Stone Glacier - If you're in the market for a new pack, I ran the Sky Archer 6400 this year and packed out a lot of animals with it including a couple of elk. What I love about Stone Glacier packs is they work great whether you're on a 10-day backpacking trip or day hunting from the side-by-side. Minimalist, tough, and they work. You don't need to own multiple packs—this thing does it all. Check it out at stoneglacier.com and use code TRO for a discount.
Chapter Timestamps
- 0:00 - Intro & Sponsors
- 3:45 - Welcome Josh Smith: Driving Across Montana for a Podcast
- 6:30 - Why Josh Started Montana Knife Company
- 10:15 - Seeing the Gap: What Was Missing in the Hunting Knife Market
- 14:00 - Authenticity from Day One: Building Community Without Money
- 18:30 - Sending Knives Out with No Ask: How Word Spread
- 22:00 - From the Horse Pasture to 11 Employees: The Growth Timeline
- 26:15 - The Green Beret Strategy: Quietly Taking Over the Hunting Space
- 30:00 - Getting Sued by Benchmade (And Why the Team Cheered)
- 34:30 - Don't Watch Your Competitor, Listen to Your Customer
- 38:15 - Scaling Fast Without Losing Culture
- 42:00 - Hiring Doers: What Josh Looks for in Employees
- 46:30 - The Pizza Rule: Why You Can't Manage Too Many People
- 50:15 - How MKC Uses Transparency to Build Employee Buy-In
- 54:00 - Taking on Giants: Parallels Between MKC and Bridger Watch
- 58:30 - Most Hunters Have Never Heard of You (And Why That's Exciting)

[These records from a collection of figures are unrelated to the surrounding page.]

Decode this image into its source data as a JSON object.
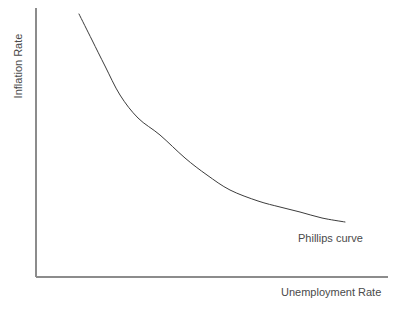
{
  "chart_data": {
    "type": "line",
    "title": "",
    "title_note": "clipped-above-top-edge-illegible",
    "xlabel": "Unemployment Rate",
    "ylabel": "Inflation Rate",
    "grid": false,
    "ticks": false,
    "legend": "none",
    "annotations": [
      {
        "text": "Phillips curve",
        "x": 298,
        "y": 239
      }
    ],
    "series": [
      {
        "name": "Phillips curve",
        "description": "Downward-sloping convex curve: inverse relationship between unemployment and inflation",
        "points": [
          {
            "x": 79,
            "y": 14
          },
          {
            "x": 92,
            "y": 40
          },
          {
            "x": 105,
            "y": 66
          },
          {
            "x": 120,
            "y": 95
          },
          {
            "x": 138,
            "y": 118
          },
          {
            "x": 160,
            "y": 135
          },
          {
            "x": 185,
            "y": 158
          },
          {
            "x": 207,
            "y": 175
          },
          {
            "x": 230,
            "y": 190
          },
          {
            "x": 258,
            "y": 201
          },
          {
            "x": 280,
            "y": 207
          },
          {
            "x": 300,
            "y": 212
          },
          {
            "x": 322,
            "y": 218
          },
          {
            "x": 345,
            "y": 222
          }
        ]
      }
    ],
    "axes": {
      "x_axis_y": 277,
      "x_axis_from": 36,
      "x_axis_to": 388,
      "y_axis_x": 36,
      "y_axis_from": 8,
      "y_axis_to": 277
    },
    "colors": {
      "background": "#ffffff",
      "axis": "#8c8c8c",
      "curve": "#3c3c3c",
      "label": "#4a4a4a"
    }
  }
}
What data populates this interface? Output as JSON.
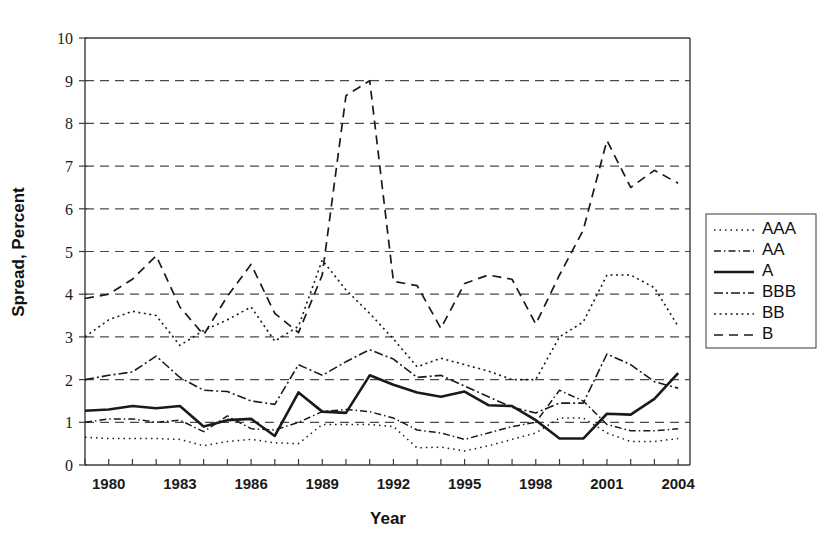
{
  "chart_data": {
    "type": "line",
    "title": "",
    "xlabel": "Year",
    "ylabel": "Spread, Percent",
    "xlim": [
      1979,
      2004.5
    ],
    "ylim": [
      0,
      10
    ],
    "grid": true,
    "legend_position": "right",
    "x_tick_labels": [
      "1980",
      "1983",
      "1986",
      "1989",
      "1992",
      "1995",
      "1998",
      "2001",
      "2004"
    ],
    "x_tick_values": [
      1980,
      1983,
      1986,
      1989,
      1992,
      1995,
      1998,
      2001,
      2004
    ],
    "x_minor_ticks": [
      1979,
      1980,
      1981,
      1982,
      1983,
      1984,
      1985,
      1986,
      1987,
      1988,
      1989,
      1990,
      1991,
      1992,
      1993,
      1994,
      1995,
      1996,
      1997,
      1998,
      1999,
      2000,
      2001,
      2002,
      2003,
      2004
    ],
    "y_tick_labels": [
      "0",
      "1",
      "2",
      "3",
      "4",
      "5",
      "6",
      "7",
      "8",
      "9",
      "10"
    ],
    "y_tick_values": [
      0,
      1,
      2,
      3,
      4,
      5,
      6,
      7,
      8,
      9,
      10
    ],
    "x": [
      1979,
      1980,
      1981,
      1982,
      1983,
      1984,
      1985,
      1986,
      1987,
      1988,
      1989,
      1990,
      1991,
      1992,
      1993,
      1994,
      1995,
      1996,
      1997,
      1998,
      1999,
      2000,
      2001,
      2002,
      2003,
      2004
    ],
    "series": [
      {
        "name": "AAA",
        "dash": "dotted",
        "width": 1.5,
        "dasharray": "1.5 4",
        "values": [
          0.65,
          0.62,
          0.62,
          0.62,
          0.6,
          0.45,
          0.55,
          0.6,
          0.52,
          0.5,
          0.95,
          0.95,
          0.95,
          0.9,
          0.4,
          0.42,
          0.33,
          0.45,
          0.6,
          0.75,
          1.1,
          1.1,
          0.75,
          0.55,
          0.55,
          0.62
        ]
      },
      {
        "name": "AA",
        "dash": "dashdot",
        "width": 1.5,
        "dasharray": "7 3 1.5 3",
        "values": [
          1.0,
          1.08,
          1.08,
          1.0,
          1.05,
          0.78,
          1.15,
          0.85,
          0.82,
          1.0,
          1.25,
          1.3,
          1.25,
          1.1,
          0.82,
          0.75,
          0.6,
          0.75,
          0.9,
          1.0,
          1.75,
          1.5,
          0.95,
          0.8,
          0.8,
          0.85
        ]
      },
      {
        "name": "A",
        "dash": "solid",
        "width": 2.6,
        "dasharray": "none",
        "values": [
          1.27,
          1.3,
          1.38,
          1.33,
          1.38,
          0.9,
          1.05,
          1.08,
          0.68,
          1.7,
          1.25,
          1.22,
          2.1,
          1.88,
          1.7,
          1.6,
          1.72,
          1.4,
          1.38,
          1.05,
          0.62,
          0.62,
          1.2,
          1.18,
          1.55,
          2.15
        ]
      },
      {
        "name": "BBB",
        "dash": "dashdot",
        "width": 1.6,
        "dasharray": "9 3 2 3",
        "values": [
          2.0,
          2.1,
          2.18,
          2.55,
          2.05,
          1.75,
          1.72,
          1.5,
          1.42,
          2.35,
          2.1,
          2.42,
          2.7,
          2.48,
          2.05,
          2.1,
          1.85,
          1.6,
          1.35,
          1.22,
          1.45,
          1.45,
          2.6,
          2.35,
          1.95,
          1.8
        ]
      },
      {
        "name": "BB",
        "dash": "dotted",
        "width": 1.6,
        "dasharray": "2 3.5",
        "values": [
          3.0,
          3.4,
          3.6,
          3.5,
          2.8,
          3.15,
          3.4,
          3.7,
          2.9,
          3.25,
          4.8,
          4.1,
          3.55,
          2.95,
          2.3,
          2.5,
          2.35,
          2.2,
          2.0,
          2.0,
          3.0,
          3.35,
          4.45,
          4.45,
          4.15,
          3.25
        ]
      },
      {
        "name": "B",
        "dash": "dashed",
        "width": 1.7,
        "dasharray": "9 6",
        "values": [
          3.9,
          4.0,
          4.35,
          4.9,
          3.7,
          3.05,
          3.95,
          4.7,
          3.55,
          3.1,
          4.45,
          8.65,
          9.0,
          4.3,
          4.2,
          3.2,
          4.25,
          4.45,
          4.35,
          3.3,
          4.45,
          5.5,
          7.6,
          6.5,
          6.9,
          6.6
        ]
      }
    ],
    "series_tail": {
      "note_x": [
        2002,
        2003,
        2004
      ],
      "B_tail": [
        2.9,
        3.45,
        3.7
      ],
      "BB_tail": [
        2.25,
        3.0,
        3.3
      ],
      "BBB_tail": [
        1.35,
        1.6,
        1.62
      ],
      "A_tail": [
        0.95,
        1.0,
        1.0
      ],
      "AA_tail": [
        0.78,
        0.82,
        0.85
      ],
      "AAA_tail": [
        0.6,
        0.62,
        0.65
      ]
    },
    "colors": {
      "line": "#1a1a1a",
      "grid": "#4a4a4a",
      "axis": "#3b3b3b",
      "background": "#ffffff"
    }
  },
  "legend": {
    "items": [
      {
        "label": "AAA"
      },
      {
        "label": "AA"
      },
      {
        "label": "A"
      },
      {
        "label": "BBB"
      },
      {
        "label": "BB"
      },
      {
        "label": "B"
      }
    ]
  }
}
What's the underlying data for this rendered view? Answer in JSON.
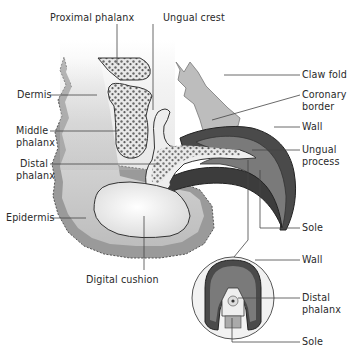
{
  "diagram": {
    "labels": {
      "proximal_phalanx": "Proximal phalanx",
      "ungual_crest": "Ungual crest",
      "dermis": "Dermis",
      "claw_fold": "Claw fold",
      "coronary_border_1": "Coronary",
      "coronary_border_2": "border",
      "wall": "Wall",
      "middle_phalanx_1": "Middle",
      "middle_phalanx_2": "phalanx",
      "distal_phalanx_1": "Distal",
      "distal_phalanx_2": "phalanx",
      "ungual_process_1": "Ungual",
      "ungual_process_2": "process",
      "epidermis": "Epidermis",
      "sole": "Sole",
      "digital_cushion": "Digital cushion"
    },
    "cross_section": {
      "wall": "Wall",
      "distal_phalanx_1": "Distal",
      "distal_phalanx_2": "phalanx",
      "sole": "Sole"
    },
    "colors": {
      "dark_horn": "#4a4a4a",
      "mid_horn": "#7a7a7a",
      "epidermis": "#9a9a9a",
      "dermis": "#cfcfcf",
      "bone": "#e6e6e6",
      "cushion": "#f4f4f4",
      "line": "#333333"
    }
  }
}
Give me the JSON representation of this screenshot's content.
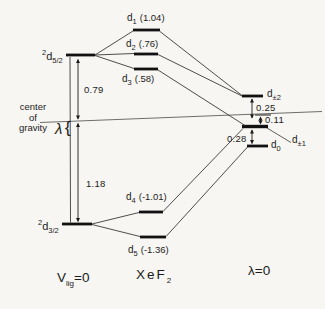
{
  "colors": {
    "paper": "#f7f6f2",
    "ink": "#1b1b1b",
    "line": "#3a3a3a"
  },
  "left_column": {
    "upper_level": {
      "sup": "2",
      "base": "d",
      "sub": "5/2"
    },
    "lower_level": {
      "sup": "2",
      "base": "d",
      "sub": "3/2"
    },
    "center_of_gravity": [
      "center",
      "of",
      "gravity"
    ],
    "lambda_symbol": "λ",
    "lambda_brace": "{",
    "gap_upper": "0.79",
    "gap_lower": "1.18",
    "footer": {
      "base": "V",
      "sub": "lig",
      "eq": "=0"
    }
  },
  "middle_column": {
    "levels": [
      {
        "base": "d",
        "sub": "1",
        "val": "(1.04)"
      },
      {
        "base": "d",
        "sub": "2",
        "val": "(.76)"
      },
      {
        "base": "d",
        "sub": "3",
        "val": "(.58)"
      },
      {
        "base": "d",
        "sub": "4",
        "val": "(-1.01)"
      },
      {
        "base": "d",
        "sub": "5",
        "val": "(-1.36)"
      }
    ],
    "footer": {
      "base": "XeF",
      "sub": "2"
    }
  },
  "right_column": {
    "levels": [
      {
        "base": "d",
        "sub": "±2"
      },
      {
        "base": "d",
        "sub": "±1"
      },
      {
        "base": "d",
        "sub": "0"
      }
    ],
    "gap_top": "0.25",
    "gap_mid": "0.11",
    "gap_bottom": "0.28",
    "footer": "λ=0"
  }
}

- 1:02:15 - The Legacy of a Knife: Stories Behind the Blades
- 1:07:00 - Building a Family Heirloom vs. Building a Gadget
- 1:11:30 - Josh's Advice for Bridger Watch
- 1:15:00 - Don't Quit Your Day Job Yet: How to Chase a Dream Responsibly
- 1:18:30 - The People You Surround Yourself With Matter Everything
- 1:21:00 - Final Thoughts & What Josh is Most Excited About
Three Key Takeaways
- Listen to Your Customer, Not Your Competitor - One of Josh's most powerful pieces of advice: don't open your competitor's website every day and react to what they're doing. Your product roadmap should be driven entirely by what your customer is telling you they need—not by what the big brand is doing. By the time you react to a competitor, you're already behind. The companies that win are the ones so locked into their customer's needs that by the time the big guy realizes what happened, it's too late.

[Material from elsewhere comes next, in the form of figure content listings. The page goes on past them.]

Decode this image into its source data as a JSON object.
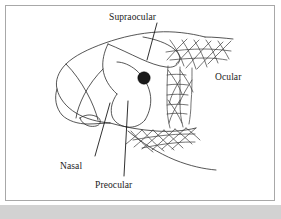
{
  "figure": {
    "kind": "line-drawing",
    "frame": {
      "border_color": "#a8a8a8",
      "background_color": "#ffffff",
      "bottom_band_color": "#d2d2d2"
    },
    "ink_color": "#2b2b2b",
    "labels": [
      {
        "id": "supraocular",
        "text": "Supraocular"
      },
      {
        "id": "ocular",
        "text": "Ocular"
      },
      {
        "id": "nasal",
        "text": "Nasal"
      },
      {
        "id": "preocular",
        "text": "Preocular"
      }
    ],
    "marks": {
      "eye_spot": "filled-dark-circle"
    }
  }
}
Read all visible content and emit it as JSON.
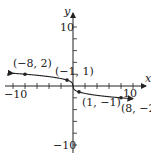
{
  "chart_data": {
    "type": "line",
    "title": "",
    "xlabel": "x",
    "ylabel": "y",
    "xlim": [
      -10,
      10
    ],
    "ylim": [
      -10,
      10
    ],
    "grid": false,
    "tick_step": 2,
    "tick_labels": {
      "x_neg": "−10",
      "x_pos": "10",
      "y_pos": "10",
      "y_neg": "−10"
    },
    "series": [
      {
        "name": "y = -cbrt(x)",
        "points": [
          {
            "x": -8,
            "y": 2,
            "label": "(−8, 2)"
          },
          {
            "x": -1,
            "y": 1,
            "label": "(−1, 1)"
          },
          {
            "x": 1,
            "y": -1,
            "label": "(1, −1)"
          },
          {
            "x": 8,
            "y": -2,
            "label": "(8, −2)"
          }
        ]
      }
    ]
  }
}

- Most People Don't Know You Exist—And That's the Opportunity - MKC ran surveys recently and the percentage of hunters who had heard of them was shockingly low. Most companies would find that depressing. Josh and Brandon found it energizing. If you've built something great and most of your target market still doesn't know you exist, you have an enormous runway in front of you. Stop assuming everyone knows your story. Tell it again. Tell it to the 3,000 people in that gymnasium down the road who've never heard it.
- Culture Is Built Intentionally or It Isn't Built at All - From bringing employees to trade shows as a reward, to reading the Attaboy box out loud at company meetings, to bringing in bankers and health insurance reps to teach employees about life—Josh has built a company where people feel cared about. That doesn't happen by accident. It requires intentional decisions every single day to treat your people the way you'd want your own kids to be treated. And when people feel that, they go the extra mile and they keep the culture alive even when you can't be in every room.